Swift goes pop for giant release
NEW YORK: Moving more decisively away from her country roots, Taylor Swift on Monday released a danceable pop album that the beleaguered record industry hopes will be the year’s top-seller.
Called “1989,” the year the soon-to-be 25-year-old US music phenomenon was born, Swift’s fifth album is accompanied by a methodical marketing campaign that ranges from product tie-ins to meetings with lucky fans.
Swift, who moved as a child to Nashville and released a debut album with a country base when she was just 16, shifts firmly into pop mode on the latest album by trading her guitar for a synth sound that would, in fact, have sounded familiar in 1989.

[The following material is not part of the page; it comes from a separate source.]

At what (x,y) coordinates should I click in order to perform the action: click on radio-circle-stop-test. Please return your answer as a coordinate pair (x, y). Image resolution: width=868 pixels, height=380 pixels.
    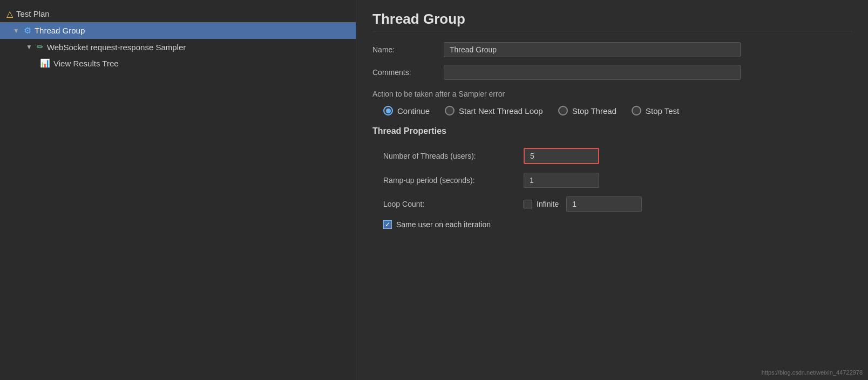
    Looking at the image, I should click on (636, 111).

Swift — whose breakups with celebrity boyfriends have delighted tabloids — once again taps into her personal life for her lyrics, but on “1989” the tone is often cheeky and plainly cognizant of the media glare upon her.
“I go on too many dates / But I can’t make ‘em stay / At least that’s what people say,” she sings with a chuckle on the album’s first single “Shake It Off,” which is driven by an infectious funk rhythm.
Swift teamed up for “Shake It Off” and several other “1989” tracks with the Swedish producers Max Martin and Shellback, who worked with her on “We Are Never Ever Getting Back Together,” her chart-topping song from her last album “Red” in 2012.
Martin has written or co-written some of the major hits of the past 20 years by bubblegum pop stars such as the Backstreet Boys, ‘N Sync and Britney Spears.
Swift, appearing Monday on ABC’s “Good Morning America” to promote the album, declared that “1989” was her best work.
“I think it’s always important to remind your fans why they started listening to you in the first place but, on a new album, give them something truly new,” she said.
“I could have made ‘Red’ twice, done the same thing over again. Instead, I decided to go in a completely different direction,” she said.